Video from Otago Polytechnic on how to make puff pastry.
How to make puff pastry was a complete mystery to me whilst growing up, even though it is one of the few things I’ve always enjoyed in a myriad of foods from the savoury to the sweet. Puff pastry beef pie and chicken pie popped into the microwave oven was something I quite often had for lunch after school in Singapore. In Sweden smördeg as it is called with fruit and custard, drizzled with icing sugar is a relish to have at breakfast or at tea time.
The base dough for puff pastry, marked with a cross on top, ready for rolling out.
Photo © Jan-Erik Nilsson and Cheryl M. Cordeiro Nilsson for Cheryl Marie Cordeiro 2010
As I’ve discovered what many others who make puff pastry have known, it takes more patience and time to make puff pastry than skill. Puff pastry has a much higher fat content than other types of pastries, using an alternating folding and rolling technique to create the layers of dough with air trapped between them. The pastry puffs up during the baking process and generally makes anything you serve on it / with it look fantastic!
Placing the butter on the rolled out dough.
The average time to turn out a batch of puff pastry is ca. 4 hours (some recipes call for 3 days) because of how long it takes to incorporate the butter into the layers of the pastry, with refrigeration time.
I use this simple recipe from BBC Good Food, one that uses lard because I like the eventual texture of the pastry that comes out. I also double the weight of the ingredients in order to get a larger batch of puff pastry, ready for freezing and use at any other time.
Ingredients
450g plain flour
pinch of salt
60g lard
300 ml oz cold water (this varies depending on the dough!
300g unsalted butter
Below are the rest of the pictures, step-by-step from the making of my batch of puff pastry.
Enveloping the butter into the dough for puff pastry.
Pinching the envelope closed, so that the butter doesn’t seep out the sides of the dough when rolling.
Marking the dough after first turn. You’ll need six turns to the puff pastry.
From the second or third turn, you’ll be able to achieve a double fold.
Ready for final refrigeration and use.
The way I keep my puff pastry in the freezer, all wrapped up in plastic.
So now that we have the puff pastry here at home, we’ll see what comes out of it in the cooking and baking!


● Problem:
Go through the data and copy each line where the string "contents" appears.

+++ Data supplied +++

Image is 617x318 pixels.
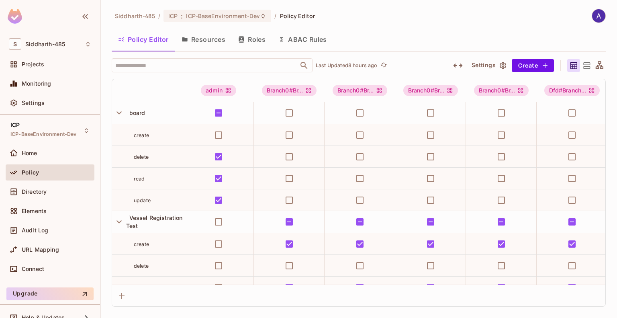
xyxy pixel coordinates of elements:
div: Branch0#Br... [262,85,317,96]
span: delete [134,154,149,160]
div: Branch0#Br... [474,85,529,96]
img: SReyMgAAAABJRU5ErkJggg== [8,9,22,24]
span: : [180,13,183,19]
span: ICP [168,12,178,20]
span: ICP-BaseEnvironment-Dev [186,12,260,20]
button: Upgrade [6,287,94,300]
span: Dfd#BranchAdmin [544,85,600,96]
button: refresh [379,61,389,70]
span: read [134,284,145,291]
li: / [158,12,160,20]
button: Settings [469,59,509,72]
span: ICP [10,122,20,128]
button: Create [512,59,554,72]
button: Resources [175,29,232,49]
span: Branch0#BranchMember [403,85,458,96]
span: refresh [381,61,387,70]
div: Dfd#Branch... [544,85,600,96]
button: Roles [232,29,272,49]
button: Open [299,60,310,71]
span: Branch0#BranchAdmin [333,85,388,96]
span: Directory [22,188,47,195]
button: ABAC Rules [272,29,334,49]
span: the active workspace [115,12,155,20]
div: Branch0#Br... [403,85,458,96]
p: Last Updated 8 hours ago [316,62,377,69]
li: / [274,12,276,20]
span: create [134,241,149,247]
span: update [134,197,151,203]
span: Policy Editor [280,12,315,20]
span: Audit Log [22,227,48,233]
span: create [134,132,149,138]
span: ICP-BaseEnvironment-Dev [10,131,76,137]
img: ASHISH SANDEY [592,9,606,23]
div: admin [201,85,236,96]
span: Vessel Registration Test [126,214,183,229]
span: Workspace: Siddharth-485 [25,41,65,47]
span: Home [22,150,37,156]
span: S [9,38,21,50]
span: Click to refresh data [377,61,389,70]
div: Branch0#Br... [333,85,388,96]
span: Connect [22,266,44,272]
span: board [126,109,145,116]
button: Policy Editor [112,29,175,49]
span: Elements [22,208,47,214]
span: URL Mapping [22,246,59,253]
span: read [134,176,145,182]
span: Branch0#BranchAdmin [262,85,317,96]
span: delete [134,263,149,269]
span: Branch0#BranchMember [474,85,529,96]
span: Policy [22,169,39,176]
span: Settings [22,100,45,106]
span: Projects [22,61,44,68]
span: Monitoring [22,80,51,87]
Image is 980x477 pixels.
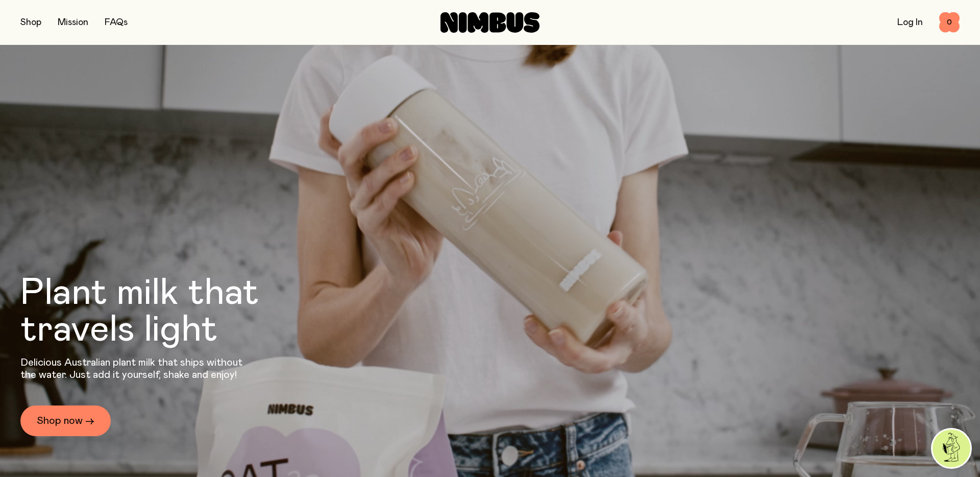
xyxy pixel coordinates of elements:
a: FAQs [104,18,128,27]
a: Mission [58,18,88,27]
button: 0 [939,12,960,32]
img: agent [933,430,970,467]
h1: Plant milk that travels light [20,275,314,348]
a: Log In [897,18,923,27]
p: Delicious Australian plant milk that ships without the water. Just add it yourself, shake and enjoy! [20,357,249,381]
a: Shop now → [20,406,111,436]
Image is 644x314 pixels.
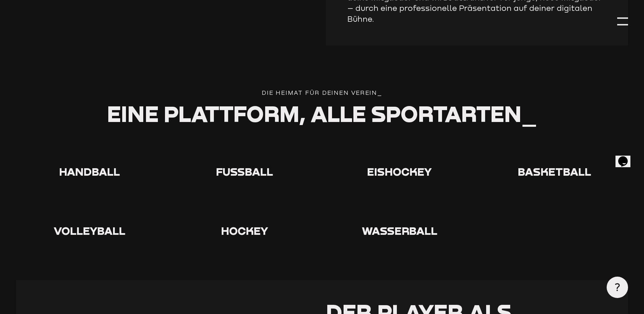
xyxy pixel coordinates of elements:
iframe: chat widget [615,147,637,167]
span: Fußball [216,165,272,178]
span: Eine Plattform, [107,100,305,127]
span: Eishockey [367,165,432,178]
span: alle Sportarten_ [311,100,536,127]
span: Handball [59,165,120,178]
span: Wasserball [361,224,437,237]
div: Die Heimat für deinen verein_ [16,88,628,97]
span: Hockey [221,224,268,237]
span: Volleyball [53,224,125,237]
span: Basketball [518,165,591,178]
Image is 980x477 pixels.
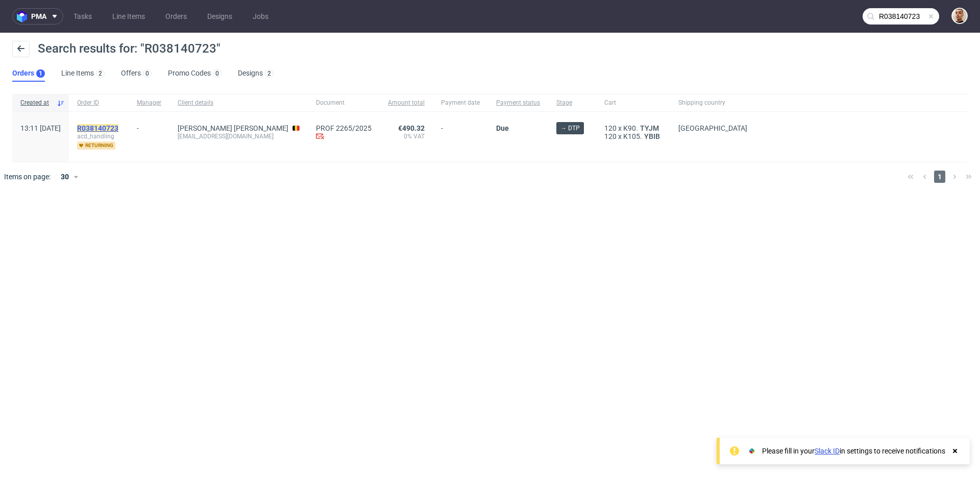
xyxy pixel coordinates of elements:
[935,171,946,183] span: 1
[4,172,51,182] span: Items on page:
[623,132,642,141] span: K105.
[679,124,747,132] span: [GEOGRAPHIC_DATA]
[12,65,45,82] a: Orders1
[137,120,161,132] div: -
[560,123,580,133] span: → DTP
[107,8,151,25] a: Line Items
[137,99,161,107] span: Manager
[605,124,617,132] span: 120
[953,9,967,23] img: Bartłomiej Leśniczuk
[178,124,289,132] a: [PERSON_NAME] [PERSON_NAME]
[556,99,588,107] span: Stage
[77,99,121,107] span: Order ID
[145,70,149,77] div: 0
[38,41,221,56] span: Search results for: "R038140723"
[441,124,480,149] span: -
[17,10,31,22] img: logo
[268,70,271,77] div: 2
[159,8,193,25] a: Orders
[77,124,121,132] a: R038140723
[21,124,60,132] span: 13:11 [DATE]
[747,446,757,456] img: Slack
[316,124,372,132] a: PROF 2265/2025
[77,124,118,132] mark: R038140723
[238,65,273,82] a: Designs2
[12,8,64,25] button: pma
[605,99,662,107] span: Cart
[201,8,238,25] a: Designs
[623,124,638,132] span: K90.
[605,124,662,132] div: x
[605,132,662,141] div: x
[398,124,424,132] span: €490.32
[496,99,540,107] span: Payment status
[21,99,52,107] span: Created at
[246,8,275,25] a: Jobs
[215,70,219,77] div: 0
[441,99,480,107] span: Payment date
[31,13,46,20] span: pma
[815,447,840,455] a: Slack ID
[68,8,98,25] a: Tasks
[316,99,372,107] span: Document
[77,142,115,149] span: returning
[605,132,617,141] span: 120
[178,99,300,107] span: Client details
[168,65,222,82] a: Promo Codes0
[388,99,424,107] span: Amount total
[55,169,73,184] div: 30
[496,124,509,132] span: Due
[99,70,102,77] div: 2
[77,132,121,141] span: acd_handling
[39,70,42,77] div: 1
[638,124,661,132] a: TYJM
[61,65,105,82] a: Line Items2
[679,99,747,107] span: Shipping country
[121,65,152,82] a: Offers0
[762,446,946,456] div: Please fill in your in settings to receive notifications
[388,132,424,141] span: 0% VAT
[178,132,300,141] div: [EMAIL_ADDRESS][DOMAIN_NAME]
[642,132,662,141] a: YBIB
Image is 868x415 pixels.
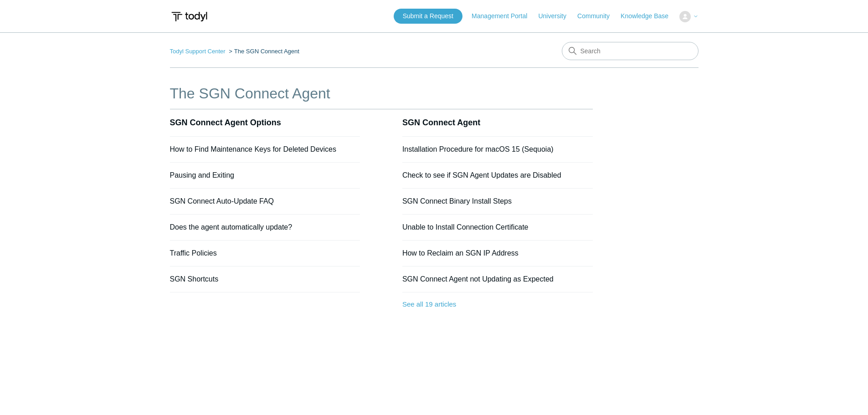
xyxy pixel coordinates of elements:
[170,118,281,127] a: SGN Connect Agent Options
[577,12,619,21] a: Community
[170,48,226,55] a: Todyl Support Center
[170,83,592,105] h1: The SGN Connect Agent
[402,223,528,231] a: Unable to Install Connection Certificate
[402,118,480,127] a: SGN Connect Agent
[621,12,678,21] a: Knowledge Base
[170,249,217,257] a: Traffic Policies
[170,223,293,231] a: Does the agent automatically update?
[471,12,536,21] a: Management Portal
[402,249,518,257] a: How to Reclaim an SGN IP Address
[170,145,336,153] a: How to Find Maintenance Keys for Deleted Devices
[170,275,219,282] a: SGN Shortcuts
[170,48,227,55] li: Todyl Support Center
[170,171,234,179] a: Pausing and Exiting
[170,9,208,25] img: Todyl Support Center Help Center home page
[538,12,575,21] a: University
[402,275,553,282] a: SGN Connect Agent not Updating as Expected
[393,9,462,23] a: Submit a Request
[402,293,592,317] a: See all 19 articles
[227,48,299,55] li: The SGN Connect Agent
[402,197,511,205] a: SGN Connect Binary Install Steps
[402,145,553,153] a: Installation Procedure for macOS 15 (Sequoia)
[170,197,274,205] a: SGN Connect Auto-Update FAQ
[402,171,561,179] a: Check to see if SGN Agent Updates are Disabled
[562,42,699,60] input: Search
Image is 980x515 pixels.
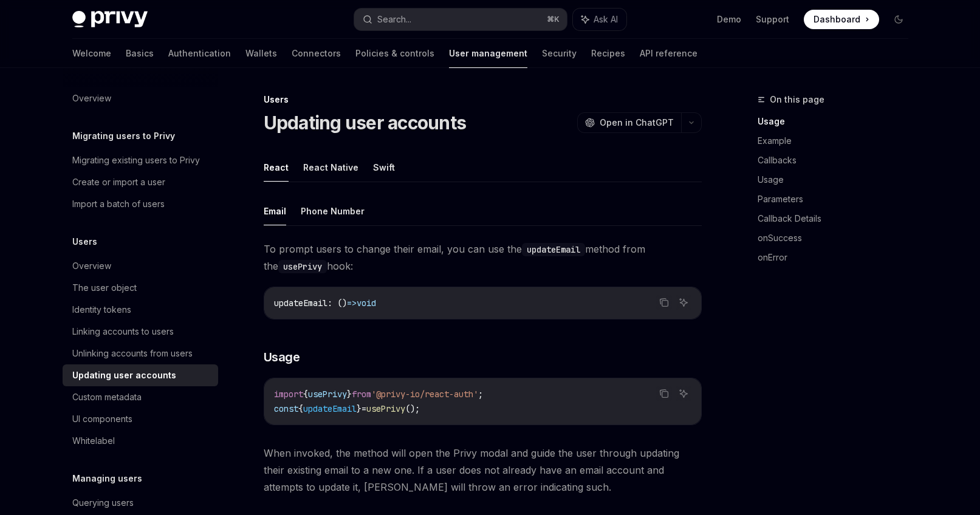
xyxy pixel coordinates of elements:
span: : () [328,297,347,308]
span: (); [405,403,419,414]
a: Policies & controls [355,39,434,68]
a: onSuccess [758,228,918,248]
code: updateEmail [522,243,585,257]
span: } [356,403,362,414]
h5: Managing users [72,471,142,486]
span: Dashboard [814,13,860,26]
span: To prompt users to change their email, you can use the method from the hook: [264,241,702,274]
span: updateEmail [274,297,328,308]
span: { [303,389,308,400]
span: { [299,403,303,414]
span: ⌘ K [546,14,560,24]
button: Phone Number [300,197,364,226]
div: Whitelabel [72,433,115,448]
a: Basics [126,39,154,68]
div: Updating user accounts [72,368,176,383]
div: Overview [72,91,111,106]
a: Usage [758,112,918,131]
button: Search...⌘K [355,9,567,30]
button: Ask AI [675,295,691,310]
a: Querying users [62,492,218,513]
a: Migrating existing users to Privy [62,149,218,171]
div: The user object [72,281,137,295]
button: Ask AI [573,9,626,30]
a: Identity tokens [62,298,218,321]
button: Open in ChatGPT [578,112,681,133]
a: Support [756,13,789,26]
a: Callbacks [758,151,918,170]
span: '@privy-io/react-auth' [371,389,478,400]
span: Usage [264,348,300,366]
span: ; [478,389,483,400]
div: Overview [72,258,111,273]
span: const [274,403,299,414]
div: Identity tokens [72,303,131,317]
span: usePrivy [366,403,405,414]
div: Querying users [72,495,133,510]
button: Ask AI [675,385,691,401]
div: Search... [378,12,411,27]
div: Users [264,93,702,106]
img: dark logo [72,11,147,28]
a: Overview [62,255,218,277]
a: Demo [717,13,741,26]
span: = [362,403,366,414]
a: Callback Details [758,209,918,228]
div: Custom metadata [72,390,141,404]
span: Ask AI [594,13,617,26]
span: } [347,389,352,400]
button: Swift [373,153,394,181]
h5: Migrating users to Privy [72,129,175,143]
a: Unlinking accounts from users [62,343,218,364]
span: void [356,297,376,308]
div: Create or import a user [72,175,165,189]
a: Welcome [72,39,111,68]
button: Copy the contents from the code block [656,385,672,401]
div: Unlinking accounts from users [72,346,193,360]
span: from [352,389,371,400]
span: usePrivy [308,389,347,400]
span: updateEmail [303,403,356,414]
button: Toggle dark mode [888,10,908,29]
span: import [274,389,303,400]
a: Recipes [591,39,625,68]
a: Updating user accounts [62,364,218,386]
span: When invoked, the method will open the Privy modal and guide the user through updating their exis... [264,445,702,495]
button: Copy the contents from the code block [656,295,672,310]
button: React [264,153,289,181]
a: User management [449,39,528,68]
a: The user object [62,277,218,298]
a: Wallets [245,39,277,68]
a: Linking accounts to users [62,321,218,343]
div: Import a batch of users [72,197,164,211]
div: UI components [72,412,132,426]
h5: Users [72,234,97,249]
div: Migrating existing users to Privy [72,153,200,168]
a: Create or import a user [62,171,218,193]
a: Usage [758,170,918,189]
a: Import a batch of users [62,193,218,215]
code: usePrivy [278,260,327,273]
a: Authentication [168,39,231,68]
a: API reference [640,39,697,68]
a: Parameters [758,189,918,209]
a: Connectors [291,39,341,68]
a: Dashboard [804,10,879,29]
div: Linking accounts to users [72,324,174,339]
a: onError [758,248,918,267]
span: On this page [769,92,825,107]
a: Example [758,131,918,151]
a: UI components [62,408,218,430]
a: Whitelabel [62,430,218,452]
button: React Native [303,153,358,181]
span: => [347,297,356,308]
h1: Updating user accounts [264,112,466,133]
span: Open in ChatGPT [600,116,673,129]
a: Overview [62,87,218,109]
a: Security [542,39,577,68]
button: Email [264,197,286,226]
a: Custom metadata [62,386,218,408]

+++

● Exercise answer:
button: Copy the contents from the code block [656,385,672,401]
button: Copy the contents from the code block [656,295,672,310]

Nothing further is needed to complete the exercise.